As promised last week here's part two of the story about a rough week at Cogent last week. When last we left our intrepid, optical network, it was depeering wee little British autonomous systems in an effort to gussy itself up for future suitors (we guessed; although there were several other interesting guesses as well. More on that shortly). Well, things went downhill from there.
On Wednesday, April 25, at about 19:25 UTC (15:25 EDT / 12:25 PDT), Cogent had a fairly serious backbone issue. It was reported on NANOG. It was a moderately large event at the time, with a total impact on most of Cogent's network for about 45 minutes, and at least some part of the network affected for almost three hours. The problem was attributed to a router software bug. Cogent had another problem later in the week, on Friday, that appears to only have impacted customers in Boston.Part of my interest in these events is personal: Renesys (AS34135) is single homed to Cogent at a development site in Boston. These two outages happened to both hit during the middle of user testing for a new application we're working on (more on that in the coming weeks). So that was pretty embarassing and frustrating. We're shopping around for other providers at 1 Summer now, but (as usual) providers are unclear on whether they can offer service in the building and what they might charge to do so. So we're waiting. Additionally, two of Renesys's three other service providers in New Hampshire, Worldpath (AS3770) and SEGNet (AS11524) both use Cogent as one of their upstreams as well. So we were impacted by the problems. But being a customer of, or a provider to someone who has a network problem isn't enough to raise my interest (we have a lot of customers who run networks, strangely enough).
My main interest in the Cogent outage is that it was large enough to be felt across the Internet and gives me an opportunity to look at some of the ways to understand and analyze such events after the fact. So let's take a look at what happened, not just from the RFO (Reason For Outage) issued by Cogent, but rather what the whole Internet thought of the event.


» **WHAT TO WORK ON**
Filter the entries below down to the lines that hold "aafnoeunsreypich".

*** Opening of DATA PROVIDED ***

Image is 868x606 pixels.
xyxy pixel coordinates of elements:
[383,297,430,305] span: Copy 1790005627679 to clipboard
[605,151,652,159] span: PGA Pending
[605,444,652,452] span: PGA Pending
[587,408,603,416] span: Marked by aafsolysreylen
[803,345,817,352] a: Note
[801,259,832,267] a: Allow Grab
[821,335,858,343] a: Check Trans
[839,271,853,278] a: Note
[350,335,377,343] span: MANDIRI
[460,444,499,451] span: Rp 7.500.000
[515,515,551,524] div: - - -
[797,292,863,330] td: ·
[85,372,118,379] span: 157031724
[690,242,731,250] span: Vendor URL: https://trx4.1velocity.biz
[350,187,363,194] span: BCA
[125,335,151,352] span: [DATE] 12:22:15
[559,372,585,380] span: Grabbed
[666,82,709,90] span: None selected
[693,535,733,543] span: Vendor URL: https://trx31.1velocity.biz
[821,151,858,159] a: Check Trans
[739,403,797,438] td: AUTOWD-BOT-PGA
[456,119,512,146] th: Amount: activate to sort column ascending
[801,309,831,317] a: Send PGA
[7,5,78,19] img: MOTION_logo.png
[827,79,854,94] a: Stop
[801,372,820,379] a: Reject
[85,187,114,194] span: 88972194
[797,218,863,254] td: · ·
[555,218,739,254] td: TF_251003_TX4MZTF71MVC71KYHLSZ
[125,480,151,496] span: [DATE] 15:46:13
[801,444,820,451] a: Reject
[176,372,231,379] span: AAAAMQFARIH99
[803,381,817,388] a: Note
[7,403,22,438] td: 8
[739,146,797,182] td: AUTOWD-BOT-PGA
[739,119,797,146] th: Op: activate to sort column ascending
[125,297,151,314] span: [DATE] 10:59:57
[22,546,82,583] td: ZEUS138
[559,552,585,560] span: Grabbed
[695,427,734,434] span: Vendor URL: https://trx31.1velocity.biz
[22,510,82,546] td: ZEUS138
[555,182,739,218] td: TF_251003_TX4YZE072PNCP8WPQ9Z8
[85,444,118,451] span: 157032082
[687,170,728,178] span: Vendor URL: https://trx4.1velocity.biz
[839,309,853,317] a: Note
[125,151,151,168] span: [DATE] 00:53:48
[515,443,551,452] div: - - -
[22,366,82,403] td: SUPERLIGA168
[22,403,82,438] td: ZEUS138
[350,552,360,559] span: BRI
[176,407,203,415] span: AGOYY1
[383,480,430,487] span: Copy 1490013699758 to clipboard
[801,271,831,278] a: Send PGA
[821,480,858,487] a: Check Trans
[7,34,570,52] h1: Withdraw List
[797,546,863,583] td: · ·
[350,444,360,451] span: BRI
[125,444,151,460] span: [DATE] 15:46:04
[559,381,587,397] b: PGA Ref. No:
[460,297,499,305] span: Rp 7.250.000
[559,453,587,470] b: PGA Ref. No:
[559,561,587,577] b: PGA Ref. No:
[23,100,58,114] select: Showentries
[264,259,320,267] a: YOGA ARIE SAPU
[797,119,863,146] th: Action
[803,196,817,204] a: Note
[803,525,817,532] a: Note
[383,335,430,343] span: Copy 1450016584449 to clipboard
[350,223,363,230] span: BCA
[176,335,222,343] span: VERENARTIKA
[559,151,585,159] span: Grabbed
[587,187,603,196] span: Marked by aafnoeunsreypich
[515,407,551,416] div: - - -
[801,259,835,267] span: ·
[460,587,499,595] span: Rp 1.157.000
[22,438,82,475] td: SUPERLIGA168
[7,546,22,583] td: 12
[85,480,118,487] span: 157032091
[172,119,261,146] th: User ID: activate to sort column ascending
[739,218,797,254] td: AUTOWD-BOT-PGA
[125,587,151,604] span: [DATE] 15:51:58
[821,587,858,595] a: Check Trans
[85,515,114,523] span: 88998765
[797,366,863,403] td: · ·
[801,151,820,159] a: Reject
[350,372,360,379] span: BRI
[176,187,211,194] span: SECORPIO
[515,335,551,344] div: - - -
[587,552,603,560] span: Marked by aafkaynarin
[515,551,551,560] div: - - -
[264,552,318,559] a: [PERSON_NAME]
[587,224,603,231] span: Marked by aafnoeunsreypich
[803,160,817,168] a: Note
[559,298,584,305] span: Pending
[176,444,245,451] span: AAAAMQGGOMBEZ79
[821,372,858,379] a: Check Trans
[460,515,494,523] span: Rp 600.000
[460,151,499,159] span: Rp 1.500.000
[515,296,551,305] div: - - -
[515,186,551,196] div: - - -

*** Close of DATA PROVIDED ***

» **WRITTEN ANSWER**
[587,187,603,196] span: Marked by aafnoeunsreypich
[587,224,603,231] span: Marked by aafnoeunsreypich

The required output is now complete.